David Wood

Embodied AI steps out of the lab but scaling challenges remain

As embodied AI moves from proof of concept into real-world pilots, industry leaders at the ATxSummit conference in Singapore warn that large-scale enterprise adoption hinges on safety, cost and data governance

At Singapore’s ATxSummit tech conference, industry leaders noted that while embodied artificial intelligence (AI) in the form of robots is becoming more capable thanks to advances in hardware, simulation and sensors, broader adoption will depend on reliability, safety, cost, data availability and stronger governance standards.

William Dally, chief scientist and senior vice-president of research at Nvidia, said the next breakthrough in robotics lies in using AI to help robots perform tasks they have not been explicitly programmed to do. He cited the example of a humanoid robot assembling a model car from a text prompt, demonstrating how robotic foundation models allow machines to act autonomously in the physical world by translating visual inputs into motor actions.

However, Yutaka Matsuo, a professor at the University of Tokyo, cautioned that the industry remains in its infancy. “We are not in the full adoption phase at the moment,” he said, adding that better architectures, algorithms, data, compute resources, cost efficiency and safety systems are still needed.

Om Nalamasu, senior vice-president and chief technology officer at Applied Materials, noted that the industry has moved from asking whether such systems can be built to how they can be deployed safely and reliably. He described 2024 as a proof-of-concept phase, 2025 as a year of demos, and 2026 as a period for pilots.

For robotics to scale, Nalamasu said systems must achieve lower latency, greater energy efficiency and cost-effectiveness. Sensors will also be critical, as robots depend on sensor fusion to understand and respond to the physical world. Data remains another major constraint, with real-world robotics data far scarcer than the internet-scale text data used to train software-based AI models.

“We need to be thinking about standards, interoperability and the governance model,” he added.

Real-world deployments

Commercial deployments are already emerging in structured environments. Zhao Yuli, chief strategy officer at Galbot, said the company has deployed more than 1,000 robots in China across humanoid-operated stores, logistics facilities and pharmaceutical chains. Galbot uses both real-world and synthetic data to train its systems.

Yet generalisation remains a challenge. Zhao noted that while robots perform well in known or semi-structured environments, they struggle in unfamiliar settings. For this reason, Galbot is focusing first on semi-structured scenarios where robots can learn from real-world deployments.

Suthen Thomas Paradatheth, chief technology officer at Grab, pointed out that robotics, unlike software, involves significant physical concerns and “does not have near-zero marginal cost”.

He explained that each robot requires hardware, maintenance, supply chains, sensors and physical integration with buildings. Updating robots is also harder than updating cloud software, especially if a fleet requires new sensors or hardware modifications.

Because of these challenges, Grab conducts extensive testing before scaling. “Before scaling to hundreds of robots, we make sure we crack it first in simulation and with a few robots, while building a data flywheel to monitor, learn from and improve each deployment,” said Paradatheth.

Establishing trust is also essential. Grab’s autonomous vehicle pilot clocked 40,000km and involved months of testing, stakeholder engagement and community consultation before public deployment.

Paradatheth said Grab’s approach begins with the customer problem, rather than the technology. “Fall in love with the customer problem, but don’t fall in love with the solution set,” he said.

Public-private collaboration

The panellists also highlighted the need for public-private collaboration. In China, Zhao said government support has helped create testbeds, strategic projects and long-term funding for embodied AI. In Japan, Matsuo pointed to the AI Robot Association (AIRoA), an open data initiative targeting 100,000 hours of robotics data for researchers and companies developing robotic foundation models.

Safety standards will be critical because embodied AI can affect the physical world directly; unlike purely digital AI systems, robots can cause physical harm if they fail. Matsuo suggested that Japan and Singapore could help shape global standards for safety, interoperability and governance.

Nalamasu added that progress in robotics will not be linear, as advances in hardware, software and data will reinforce one another in a “multiplicative” way.

Dally stressed that embodied AI will only become practical if intelligence can run efficiently on the device itself. “We need to run them on real robots, and these can’t be tethered with an umbilical cord back to the datacentre. They have to be carrying the intelligence on them,” he said. This will require more efficient chips, software frameworks and model architectures.

The promise of embodied AI remains significant. Speakers pointed to ageing populations, labour shortages, healthcare, manufacturing productivity and city operations as key areas where the technology could deliver value. In the near term, industrial and semi-structured environments are likely to lead adoption, but over time, autonomous robots are expected to move deeper into public spaces and homes.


All of the entries are to be repeated exactly, with no pictures included.
# # # #
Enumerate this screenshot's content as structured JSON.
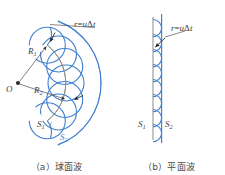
{
  "figure": {
    "background": "#ffffff",
    "wavelet_color": "#3f7fd0",
    "surface_s1_color": "#8c8c8c",
    "label_color": "#3d3d3d"
  },
  "panel_a": {
    "caption": "（a）球面波",
    "labels": {
      "source_point": "O",
      "radius_1": "R",
      "radius_1_sub": "1",
      "radius_2": "R",
      "radius_2_sub": "2",
      "surface_1": "S",
      "surface_1_sub": "1",
      "surface_2": "S",
      "surface_2_sub": "2",
      "wavelet_radius": "r",
      "wavelet_equals": "=",
      "wavelet_speed": "u",
      "wavelet_delta": "Δ",
      "wavelet_time": "t"
    }
  },
  "panel_b": {
    "caption": "（b）平面波",
    "labels": {
      "surface_1": "S",
      "surface_1_sub": "1",
      "surface_2": "S",
      "surface_2_sub": "2",
      "wavelet_radius": "r",
      "wavelet_equals": "=",
      "wavelet_speed": "u",
      "wavelet_delta": "Δ",
      "wavelet_time": "t"
    }
  }
}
# # # #
» SOLUTION BELOW:
Enumerate this screenshot's content as structured JSON.
{
  "figure": {
    "background": "#ffffff",
    "wavelet_color": "#3f7fd0",
    "surface_s1_color": "#8c8c8c",
    "label_color": "#3d3d3d"
  },
  "panel_a": {
    "caption": "（a）球面波",
    "labels": {
      "source_point": "O",
      "radius_1": "R",
      "radius_1_sub": "1",
      "radius_2": "R",
      "radius_2_sub": "2",
      "surface_1": "S",
      "surface_1_sub": "1",
      "surface_2": "S",
      "surface_2_sub": "2",
      "wavelet_radius": "r",
      "wavelet_equals": "=",
      "wavelet_speed": "u",
      "wavelet_delta": "Δ",
      "wavelet_time": "t"
    }
  },
  "panel_b": {
    "caption": "（b）平面波",
    "labels": {
      "surface_1": "S",
      "surface_1_sub": "1",
      "surface_2": "S",
      "surface_2_sub": "2",
      "wavelet_radius": "r",
      "wavelet_equals": "=",
      "wavelet_speed": "u",
      "wavelet_delta": "Δ",
      "wavelet_time": "t"
    }
  }
}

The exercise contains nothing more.